HIE Chronicles Part III: Patients opt in

This is the third installment in CMIO's exclusive web series exploring the birth of Rhode Island’s statewide health information exchange (HIE), featuring the leading stakeholders and clinical perspectives on its development.
The Rhode Island Quality Institute (RIQI) intends to collect clinical data from as many of the state’s 1.1 million-patient population as possible after it opens the aggregation aqueduct in March.

In order to have their medication history and lab results flow into currentcare, the statewide HIE, patients must consent via an opt-in agreement. About 130,000 patients have already opted into the system, said Laura Adams, president and CEO of RIQI.

The opt-in patient-consent model was the most significant recommendation from the Agency for Healthcare & Research Quality/Rhode Island Health IT Steering Committee to RIQI’s board of policies, said Cedric Priebe, MD, CIO and senior vice president of the Care New England Health System. Priebe was co-chair of the steering committee, along with Carole Cotter, senior vice president and CIO of Lifespan.

It was clear early in the policy-making phase that the Rhode Island clinical community was pushing for an opt-in model so patients could control their participation in the HIE. “Community patient advocates and stakeholders were concerned that an opt-out model could hurt certain patient populations, so we moved toward opt-in consent,” Priebe said.

“The strength of the RI HIE is that practicing physicians are involved with input,” said David Gorelick, MD, an internal medicine specialist at Aquidneck Medical Associates, a Newport-based multispecialty group. “You can’t reshape healthcare without practicing physician perspective.”

Stakeholders’ interests on all sides, including solo providers, multispecialty groups, public advocacy groups, payers, employers and more are on RIQI's advisory boards and committees, providing RIQI with advice on opt-in and a variety of other topics, Gorelick said. “They are doing a very good job having everyone have a say so there won’t be resistance,” he said. “If you exclude any aspect of the healthcare community, someone will be up in arms but with everyone working together, I think it’s going to work. I think the HIE will be very successful.”

Apparently, 130,000 Rhode Island patients believe so, too.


Problem details: Each line from the one with "Itemize the components" through the end of the records below should be transcribed exactly, and each picture should be skipped.

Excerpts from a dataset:
************

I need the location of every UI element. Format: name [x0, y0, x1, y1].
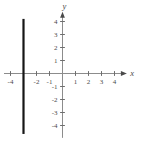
y-tick-label-2: 2 — [54, 44, 58, 52]
x-axis-arrow-icon — [121, 71, 127, 76]
y-tick-label--3: -3 — [52, 109, 58, 117]
x-tick-label-2: 2 — [87, 78, 91, 86]
graph-figure: -4-2-112344321-1-2-3-4xy — [0, 0, 145, 144]
y-tick-label-3: 3 — [54, 31, 58, 39]
x-axis-label: x — [129, 68, 134, 78]
y-tick-label--1: -1 — [52, 83, 58, 91]
x-tick-label-4: 4 — [113, 78, 117, 86]
x-tick-label--4: -4 — [8, 78, 14, 86]
x-tick-label-3: 3 — [100, 78, 104, 86]
y-axis-arrow-icon — [60, 12, 65, 18]
coordinate-plane: -4-2-112344321-1-2-3-4xy — [0, 0, 145, 144]
y-tick-label--2: -2 — [52, 96, 58, 104]
y-tick-label--4: -4 — [52, 122, 58, 130]
y-tick-label-1: 1 — [54, 57, 58, 65]
y-tick-label-4: 4 — [54, 18, 58, 26]
y-axis-label: y — [62, 1, 67, 11]
x-tick-label-1: 1 — [74, 78, 78, 86]
x-tick-label--2: -2 — [34, 78, 40, 86]
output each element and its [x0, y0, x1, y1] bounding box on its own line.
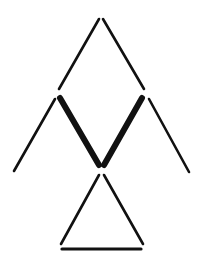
segment-upper-right: [103, 19, 144, 89]
segment-outer-right: [149, 99, 189, 172]
segment-lower-left: [61, 175, 99, 244]
segment-lower-right: [104, 175, 143, 244]
segment-outer-left: [14, 99, 55, 171]
line-drawing-canvas: [0, 0, 199, 265]
segment-thick-left: [60, 98, 99, 165]
segment-thick-right: [104, 98, 142, 165]
line-figure: [0, 0, 199, 265]
segment-upper-left: [59, 19, 99, 89]
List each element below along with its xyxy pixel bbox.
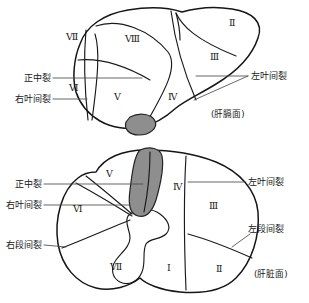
segment-label-u-5: Ⅴ: [113, 92, 121, 102]
segment-label-u-4: Ⅳ: [168, 92, 178, 102]
annotation-l-median-fissure: 正中裂: [15, 178, 42, 189]
liver-segmentation-figure: Ⅶ Ⅷ Ⅱ Ⅲ Ⅵ Ⅴ Ⅳ Ⅴ Ⅳ Ⅵ Ⅲ Ⅶ Ⅰ Ⅱ 正中裂 右叶间裂 左叶间…: [0, 0, 309, 303]
segment-label-l-2: Ⅱ: [216, 264, 223, 274]
segment-label-u-7: Ⅶ: [65, 32, 79, 42]
segment-label-l-6: Ⅵ: [72, 204, 83, 214]
segment-label-u-3: Ⅲ: [210, 52, 220, 62]
annotation-l-left-intersegment: 左段间裂: [248, 223, 284, 234]
annotation-u-median-fissure: 正中裂: [24, 72, 51, 83]
segment-label-l-7: Ⅶ: [109, 262, 123, 272]
segment-label-l-1: Ⅰ: [167, 263, 171, 273]
segment-label-l-5: Ⅴ: [105, 169, 113, 179]
annotation-l-right-intersegment: 右段间裂: [6, 239, 42, 250]
caption-upper-panel: (肝膈面): [211, 109, 245, 119]
segment-label-l-3: Ⅲ: [209, 201, 219, 211]
annotation-u-left-interlobar: 左叶间裂: [251, 70, 287, 81]
segment-label-l-4: Ⅳ: [173, 182, 183, 192]
figure-text-layer: Ⅶ Ⅷ Ⅱ Ⅲ Ⅵ Ⅴ Ⅳ Ⅴ Ⅳ Ⅵ Ⅲ Ⅶ Ⅰ Ⅱ 正中裂 右叶间裂 左叶间…: [0, 0, 309, 303]
caption-lower-panel: (肝脏面): [254, 268, 288, 279]
segment-label-u-6: Ⅵ: [68, 83, 79, 93]
annotation-l-left-interlobar: 左叶间裂: [248, 176, 284, 187]
annotation-u-right-interlobar: 右叶间裂: [15, 93, 51, 104]
annotation-l-right-interlobar: 右叶间裂: [6, 199, 42, 210]
segment-label-u-8: Ⅷ: [124, 34, 140, 44]
segment-label-u-2: Ⅱ: [229, 18, 236, 28]
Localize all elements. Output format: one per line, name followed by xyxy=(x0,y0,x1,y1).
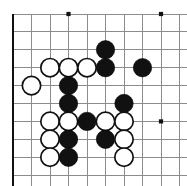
star-point xyxy=(66,12,70,16)
white-stone xyxy=(115,130,133,148)
white-stone xyxy=(59,58,77,76)
black-stone xyxy=(96,130,114,148)
black-stone xyxy=(78,112,96,130)
white-stone xyxy=(22,76,40,94)
go-board-diagram: Go board position diagram xyxy=(0,0,187,186)
grid-lines xyxy=(13,14,187,186)
white-stone xyxy=(41,112,59,130)
black-stone xyxy=(96,58,114,76)
white-stone xyxy=(96,112,114,130)
white-stone xyxy=(78,58,96,76)
white-stone xyxy=(41,58,59,76)
white-stone xyxy=(59,112,77,130)
white-stone xyxy=(115,112,133,130)
black-stone xyxy=(96,41,114,59)
go-board-canvas xyxy=(0,0,187,186)
white-stone xyxy=(41,130,59,148)
black-stone xyxy=(133,58,151,76)
star-point xyxy=(159,12,163,16)
white-stone xyxy=(115,148,133,166)
black-stone xyxy=(59,148,77,166)
white-stone xyxy=(41,148,59,166)
black-stone xyxy=(59,130,77,148)
black-stone xyxy=(59,94,77,112)
black-stone xyxy=(59,76,77,94)
star-point xyxy=(159,119,163,123)
black-stone xyxy=(115,94,133,112)
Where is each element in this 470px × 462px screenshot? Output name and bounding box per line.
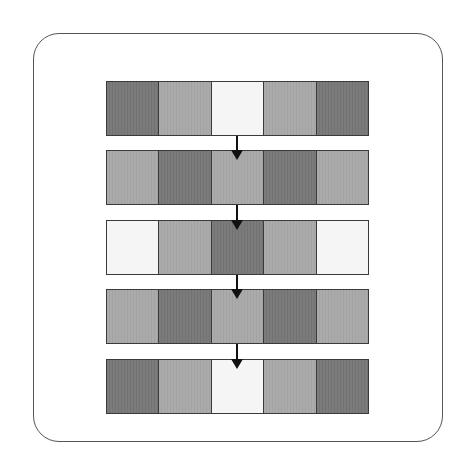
cell-dark xyxy=(264,151,316,204)
cell-dark xyxy=(317,360,368,413)
cell-dark xyxy=(107,82,159,135)
cell-dark xyxy=(317,82,368,135)
cell-mid xyxy=(264,360,316,413)
cell-light xyxy=(107,221,159,274)
pattern-row-1 xyxy=(106,81,369,136)
cell-mid xyxy=(159,360,211,413)
cell-dark xyxy=(264,290,316,343)
cell-mid xyxy=(264,82,316,135)
cell-mid xyxy=(107,290,159,343)
arrow-down-icon xyxy=(231,136,243,160)
cell-dark xyxy=(107,360,159,413)
cell-mid xyxy=(317,151,368,204)
cell-light xyxy=(212,82,264,135)
cell-mid xyxy=(317,290,368,343)
cell-mid xyxy=(159,221,211,274)
cell-mid xyxy=(107,151,159,204)
cell-light xyxy=(317,221,368,274)
arrow-down-icon xyxy=(231,275,243,299)
cell-dark xyxy=(159,151,211,204)
cell-mid xyxy=(264,221,316,274)
cell-dark xyxy=(159,290,211,343)
arrow-down-icon xyxy=(231,205,243,230)
arrow-down-icon xyxy=(231,344,243,369)
cell-mid xyxy=(159,82,211,135)
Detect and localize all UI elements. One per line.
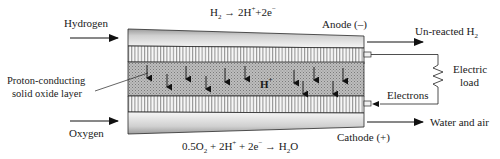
cathode-terminal [364,101,371,106]
cathode-interface-layer [128,96,364,113]
cathode-reaction-equation: 0.5O2 + 2H+ + 2e− → H2O [182,139,298,155]
anode-terminal [364,52,371,57]
proton-conducting-layer [128,62,364,96]
oxygen-label: Oxygen [69,127,104,139]
electric-load-label-line1: Electric [453,63,487,75]
cathode-label: Cathode (+) [337,131,390,144]
cathode-layer [128,112,364,134]
electric-load-label-line2: load [460,76,479,88]
layer-label-line2: solid oxide layer [12,88,82,99]
electron-arrowhead-icon [372,101,379,107]
fuel-cell-diagram: H+ Hydrogen Oxygen Proton-conducting sol… [0,0,500,159]
anode-layer [128,29,364,48]
anode-label: Anode (–) [322,18,367,31]
layer-label-line1: Proton-conducting [7,75,86,86]
anode-reaction-equation: H2 → 2H++2e− [210,5,276,21]
unreacted-h2-label: Un-reacted H2 [415,25,479,40]
electrons-label: Electrons [387,89,429,101]
hydrogen-label: Hydrogen [64,17,108,29]
resistor-icon [433,65,443,87]
anode-interface-layer [128,46,364,64]
water-air-label: Water and air [430,116,489,128]
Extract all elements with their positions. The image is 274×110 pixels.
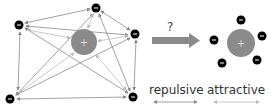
attractive-arrows [20, 14, 128, 92]
transition-arrow-icon [152, 33, 200, 48]
negative-charge [129, 93, 138, 102]
negative-charge [258, 32, 267, 41]
negative-charge [15, 21, 24, 30]
negative-charge [210, 36, 219, 45]
negative-charge [6, 95, 15, 104]
negative-charge [237, 16, 246, 25]
positive-charge-right: + [227, 29, 255, 57]
negative-charge [218, 59, 227, 68]
repulsive-arrows [16, 9, 136, 99]
negative-charge [92, 4, 101, 13]
negative-charge [253, 56, 262, 65]
positive-charge-left: + [71, 29, 97, 55]
svg-text:+: + [80, 37, 88, 48]
repulsive-label: repulsive [149, 83, 204, 97]
negative-charge [131, 30, 140, 39]
question-mark-label: ? [167, 20, 173, 34]
svg-text:+: + [237, 38, 245, 49]
negative-charges-left [6, 4, 140, 104]
attractive-label: attractive [207, 83, 265, 97]
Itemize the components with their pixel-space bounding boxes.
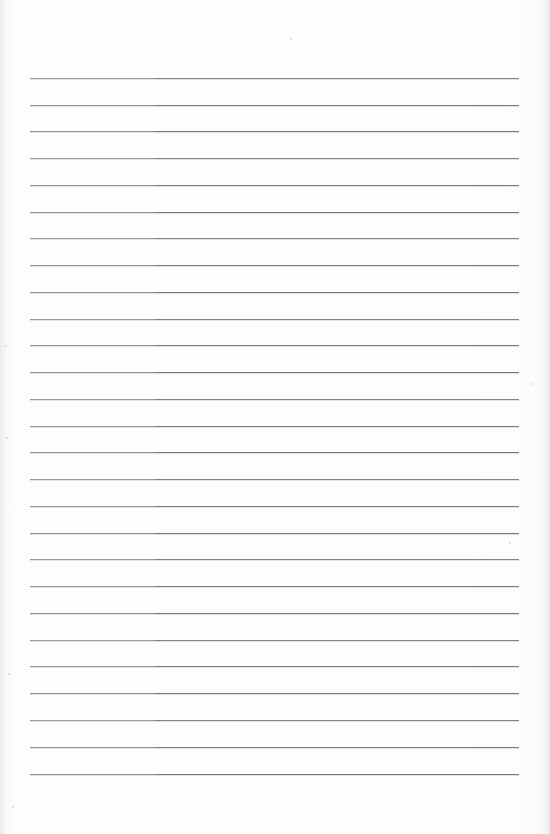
ruled-line xyxy=(30,747,519,748)
ruled-line xyxy=(30,399,519,400)
ruled-line xyxy=(30,774,519,775)
ruled-line xyxy=(30,693,519,694)
ruled-line xyxy=(30,666,519,667)
ruled-line xyxy=(30,613,519,614)
ruled-line xyxy=(30,452,519,453)
ruled-line xyxy=(30,479,519,480)
ruled-line xyxy=(30,292,519,293)
ruled-line xyxy=(30,720,519,721)
ruled-line xyxy=(30,559,519,560)
ruled-lines-layer xyxy=(0,0,550,834)
ruled-line xyxy=(30,158,519,159)
ruled-line xyxy=(30,319,519,320)
ruled-line xyxy=(30,78,519,79)
ruled-line xyxy=(30,185,519,186)
ruled-line xyxy=(30,238,519,239)
ruled-line xyxy=(30,372,519,373)
ruled-line xyxy=(30,586,519,587)
ruled-line xyxy=(30,131,519,132)
ruled-line xyxy=(30,345,519,346)
ruled-line xyxy=(30,533,519,534)
ruled-line xyxy=(30,265,519,266)
ruled-line xyxy=(30,640,519,641)
scanned-page xyxy=(0,0,550,834)
ruled-line xyxy=(30,426,519,427)
ruled-line xyxy=(30,506,519,507)
ruled-line xyxy=(30,105,519,106)
ruled-line xyxy=(30,212,519,213)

************

Expected output:
Itemize the components with their pixel-space bounding boxes.
ruled-line xyxy=(30,747,519,748)
ruled-line xyxy=(30,399,519,400)
ruled-line xyxy=(30,774,519,775)
ruled-line xyxy=(30,693,519,694)
ruled-line xyxy=(30,666,519,667)
ruled-line xyxy=(30,613,519,614)
ruled-line xyxy=(30,452,519,453)
ruled-line xyxy=(30,479,519,480)
ruled-line xyxy=(30,292,519,293)
ruled-line xyxy=(30,720,519,721)
ruled-line xyxy=(30,559,519,560)
ruled-lines-layer xyxy=(0,0,550,834)
ruled-line xyxy=(30,158,519,159)
ruled-line xyxy=(30,319,519,320)
ruled-line xyxy=(30,78,519,79)
ruled-line xyxy=(30,185,519,186)
ruled-line xyxy=(30,238,519,239)
ruled-line xyxy=(30,372,519,373)
ruled-line xyxy=(30,586,519,587)
ruled-line xyxy=(30,131,519,132)
ruled-line xyxy=(30,345,519,346)
ruled-line xyxy=(30,533,519,534)
ruled-line xyxy=(30,265,519,266)
ruled-line xyxy=(30,640,519,641)
scanned-page xyxy=(0,0,550,834)
ruled-line xyxy=(30,426,519,427)
ruled-line xyxy=(30,506,519,507)
ruled-line xyxy=(30,105,519,106)
ruled-line xyxy=(30,212,519,213)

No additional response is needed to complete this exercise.